Admit it. The first time you heard that
Pierre Boulez had recorded Bruckner's Eighth, you laughed. How could you not? The only thing more ridiculous than
Nikolaus Harnoncourt, the high priest of authentically autistic performance practice, conducting the authentically ecstatic music of Bruckner is
Pierre Boulez, the high priest of excruciatingly objective cerebral modernism, conducting the profoundly subjective spiritual music of Bruckner. The question was: would
Boulez conduct the mighty and majestic Eighth as an exercise in counterpoint or a musical meditation on the numinous? You had to ask? Of course,
Boulez does what he always does: he plays it straight. If the Eighth were only a superbly composed piece of music, that would be enough, because
Boulez leads the
Vienna Philharmonic in a thoroughly lucid performance of Bruckner's score. Not only does
Boulez hear everything in the score, he lets the listener hear everything in the score.
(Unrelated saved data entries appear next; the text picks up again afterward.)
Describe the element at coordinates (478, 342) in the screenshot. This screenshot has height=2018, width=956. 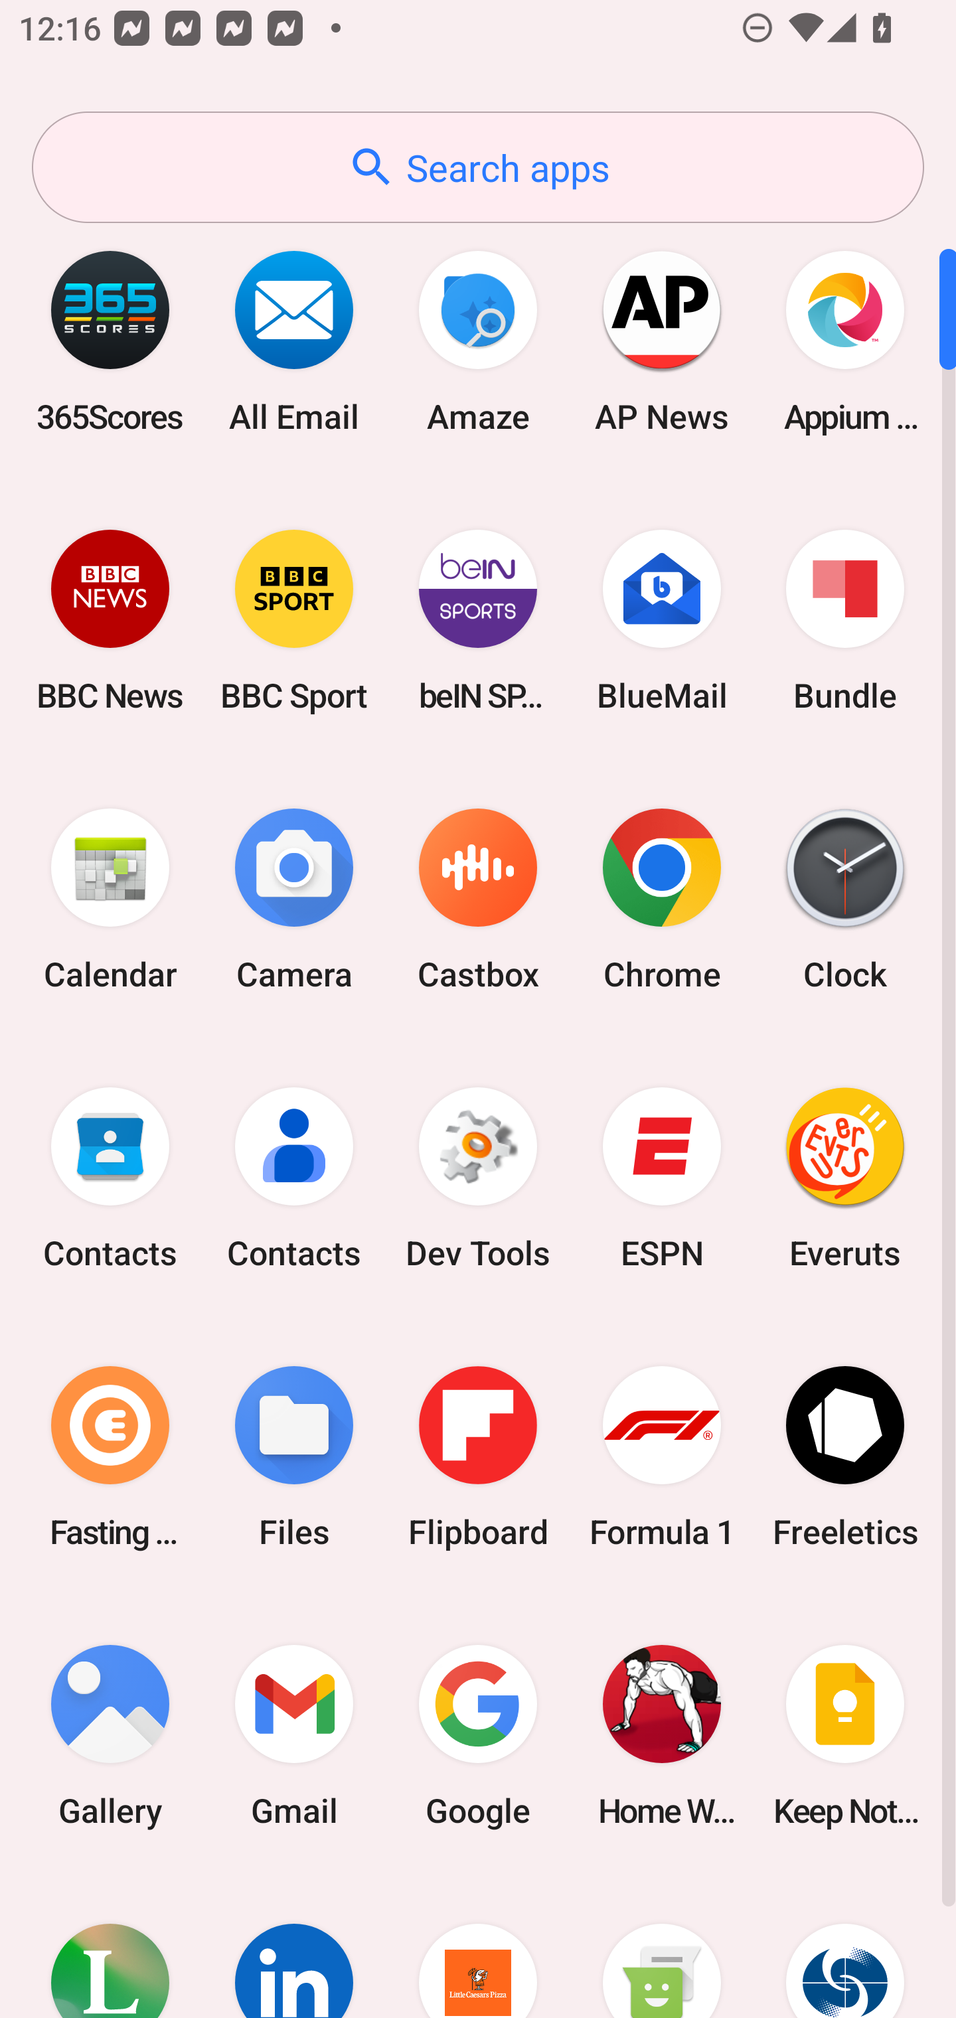
I see `Amaze` at that location.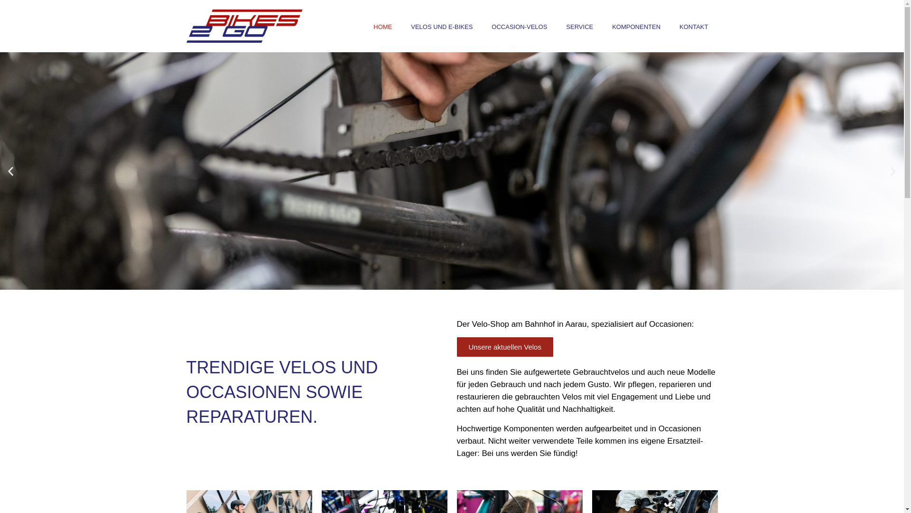 This screenshot has width=911, height=513. I want to click on OCCASION-VELOS, so click(519, 27).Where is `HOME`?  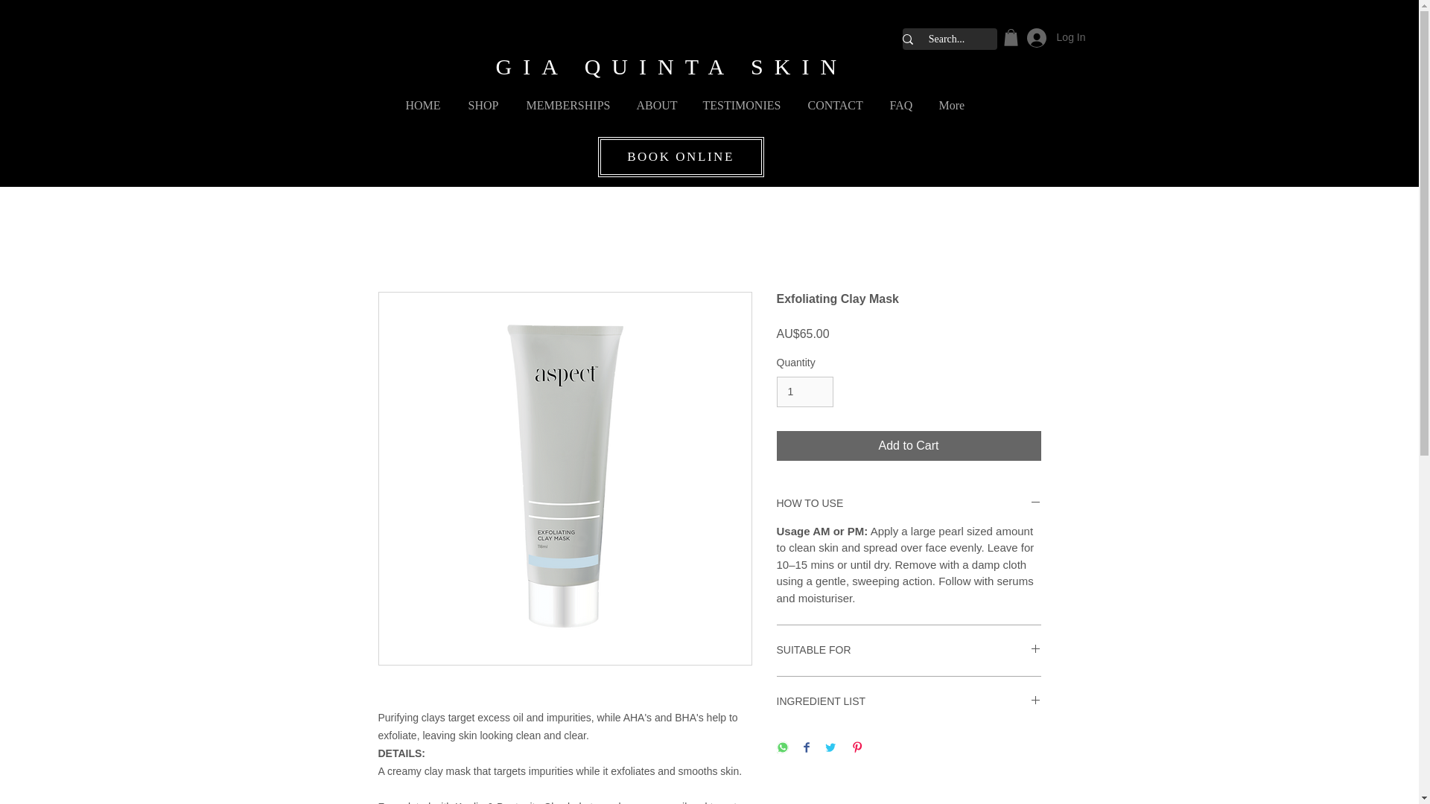
HOME is located at coordinates (423, 98).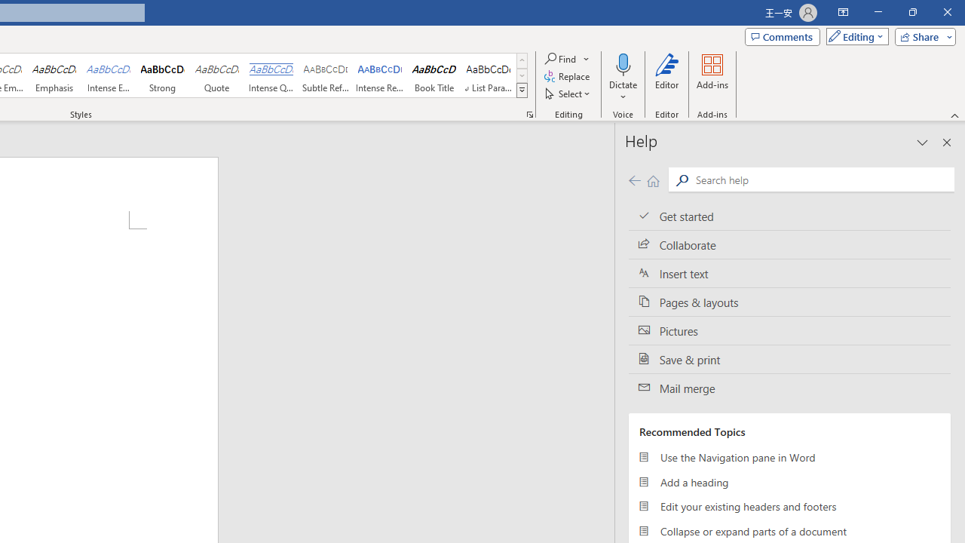 This screenshot has height=543, width=965. I want to click on Emphasis, so click(54, 75).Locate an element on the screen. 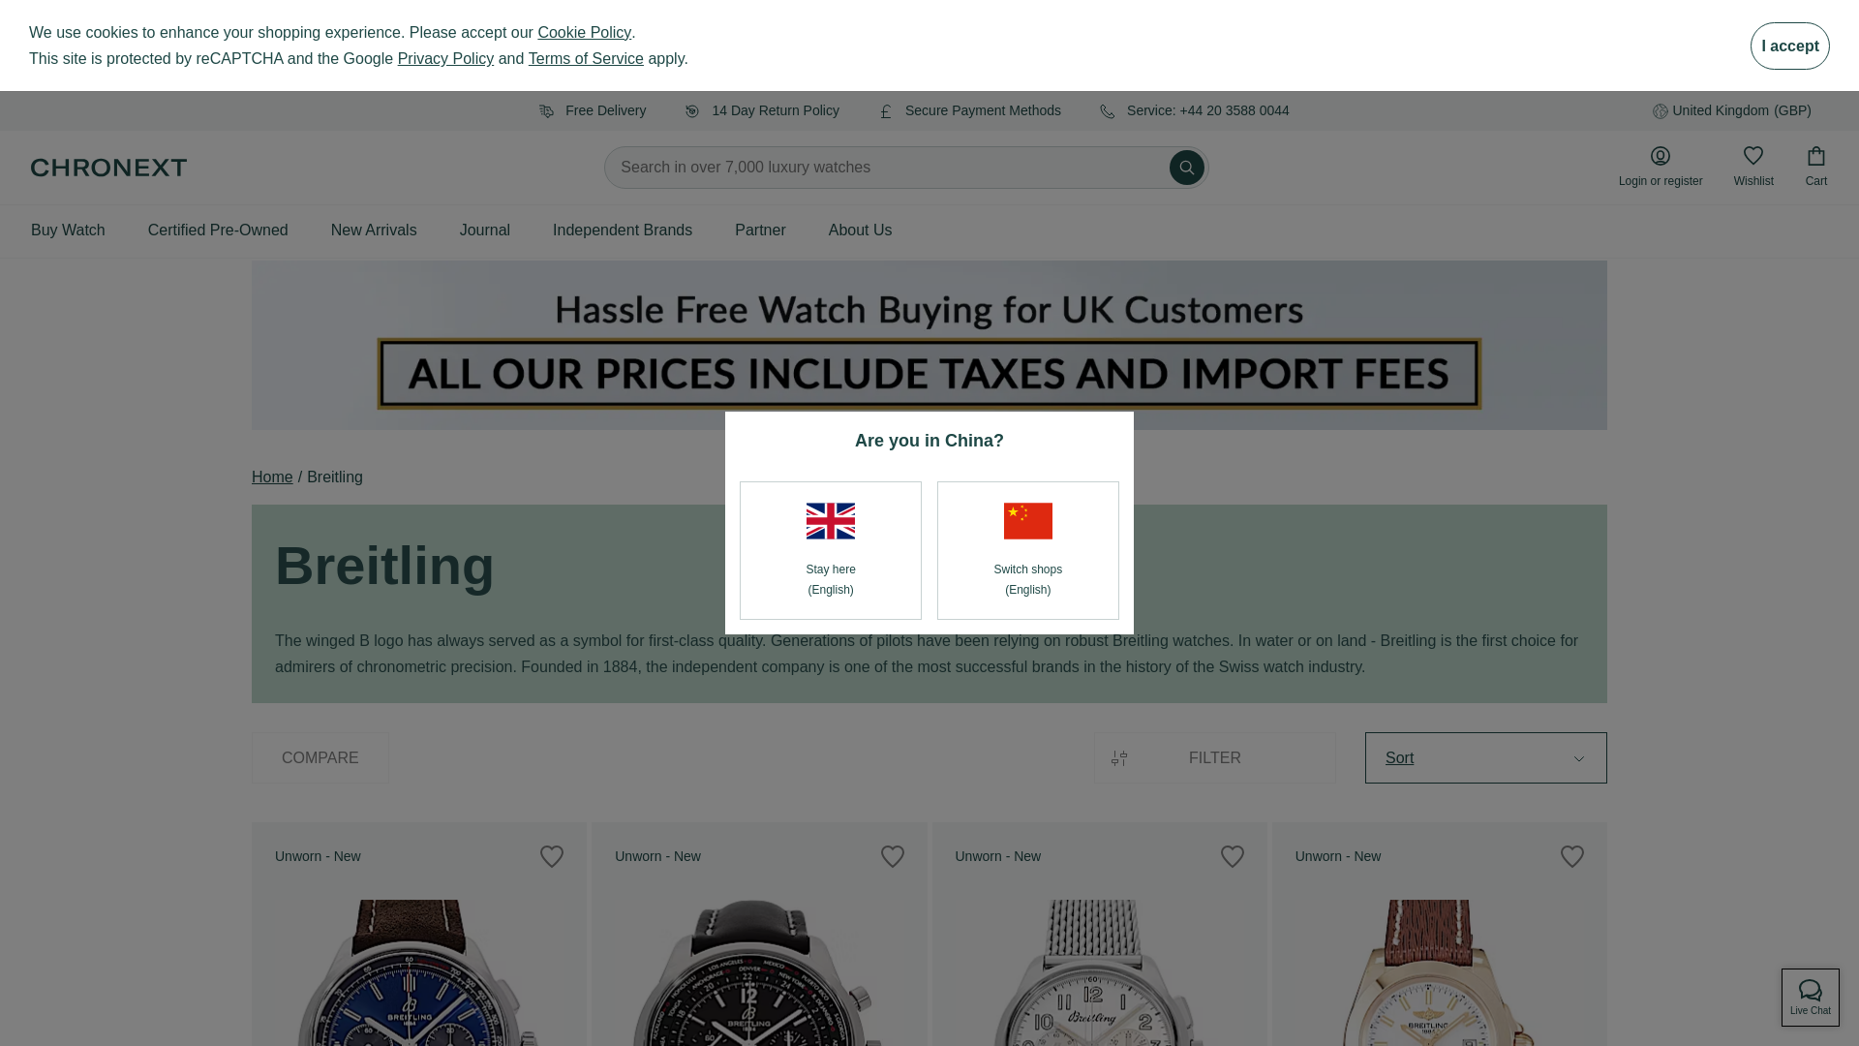 This screenshot has height=1046, width=1859. Unworn - New is located at coordinates (418, 934). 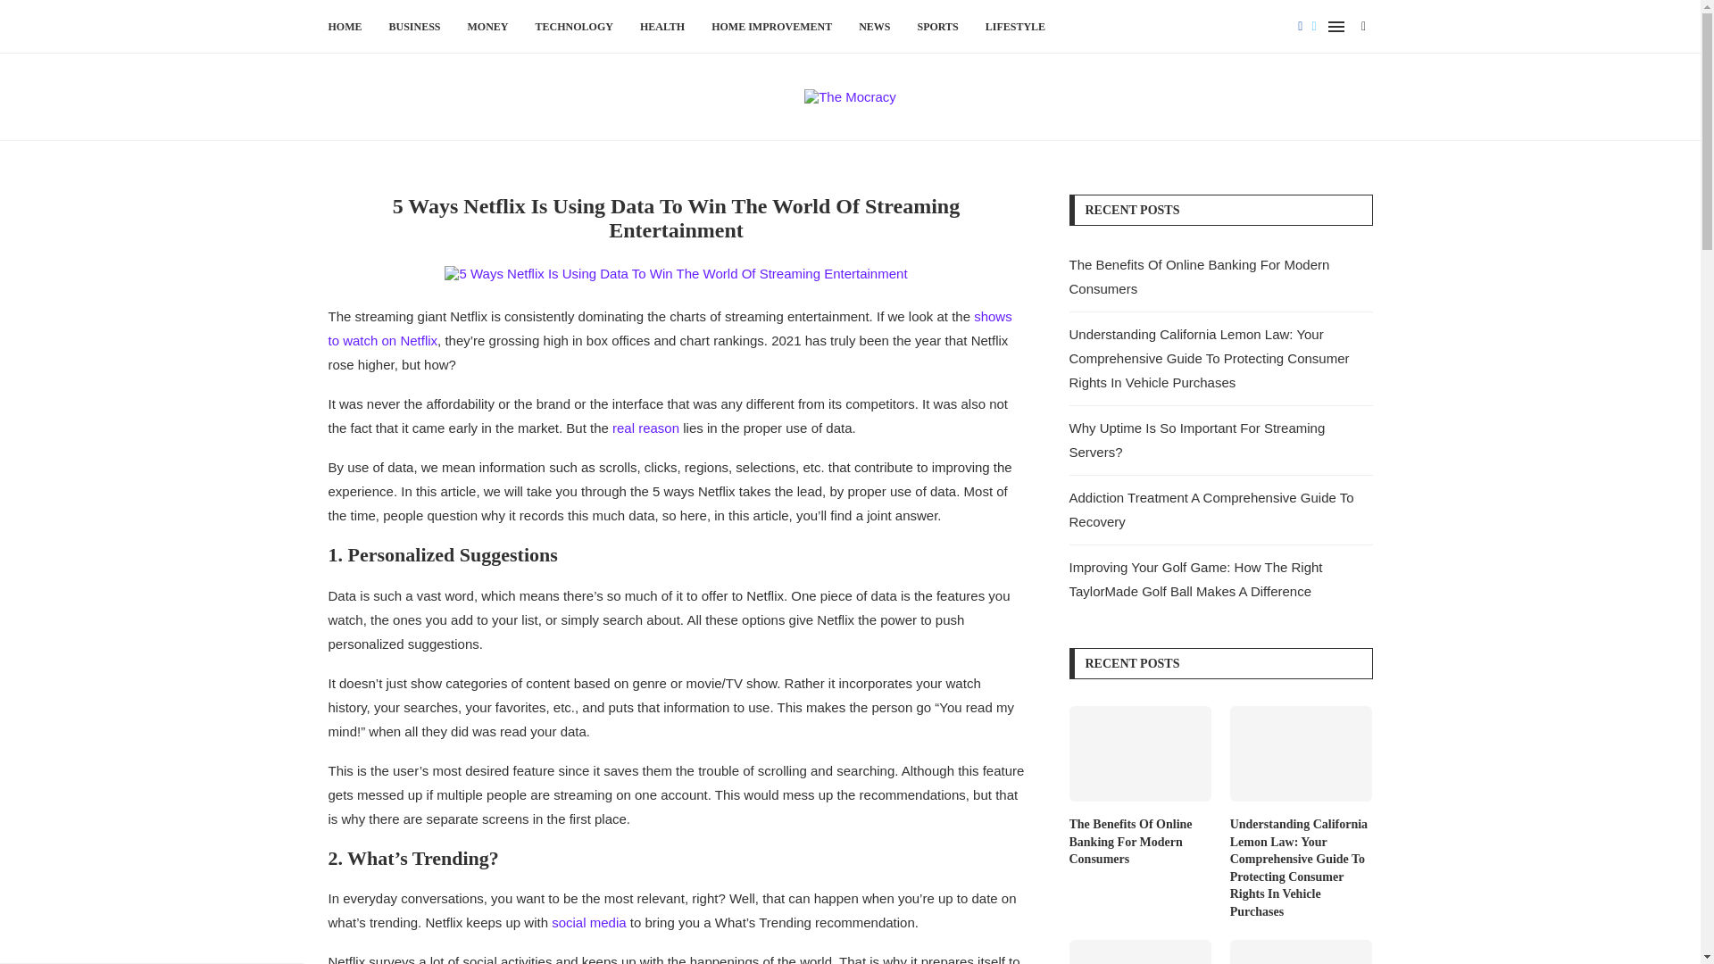 What do you see at coordinates (414, 27) in the screenshot?
I see `BUSINESS` at bounding box center [414, 27].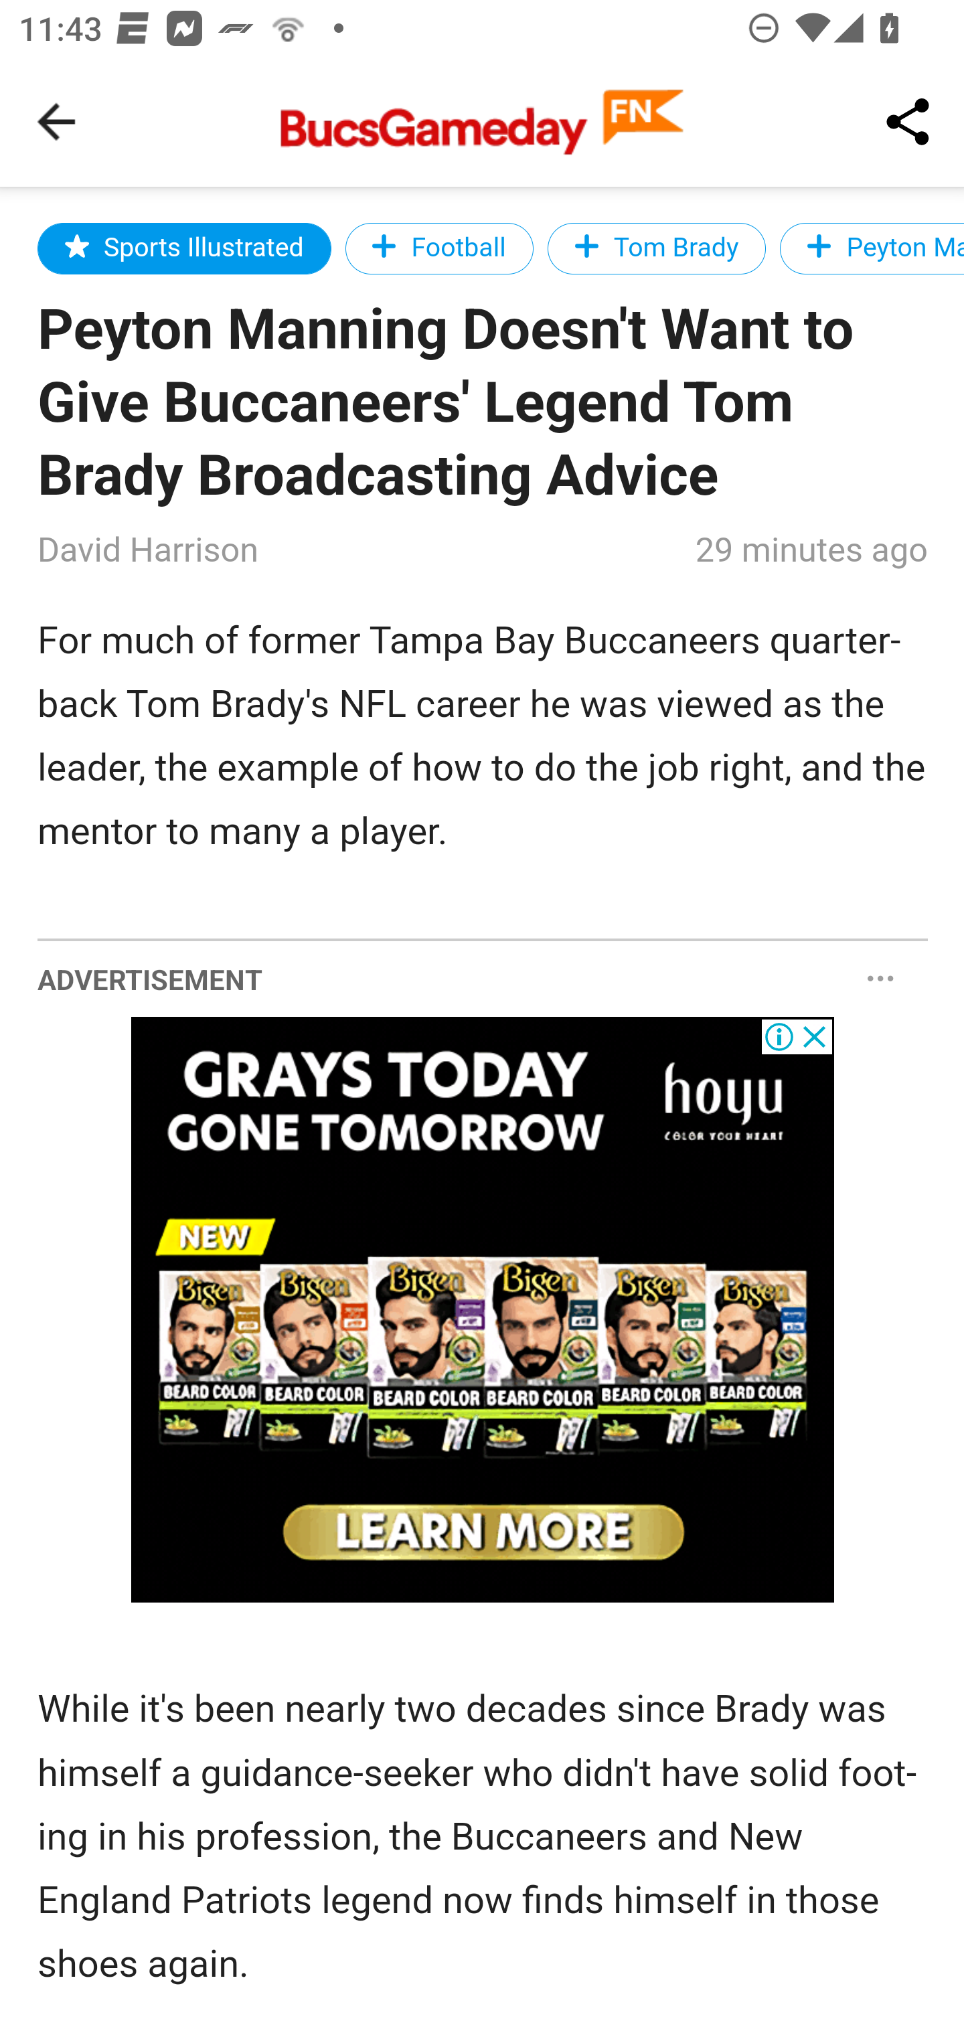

But nowhere does the listener hear more than is in the score because
Boulez's objectivity cannot imagine the immensity beyond the score, the immensity that Bruckner heard and which a great performance forces the listener to confront. Although the
Vienna Philharmonic plays with great beauty of tone and Deutsche Grammophon's live digital sound from Bruckner's St. Florian in Linz is awe-inspiring,
Boulez is only conducting the notes. The numinous immensity beyond the notes is silent.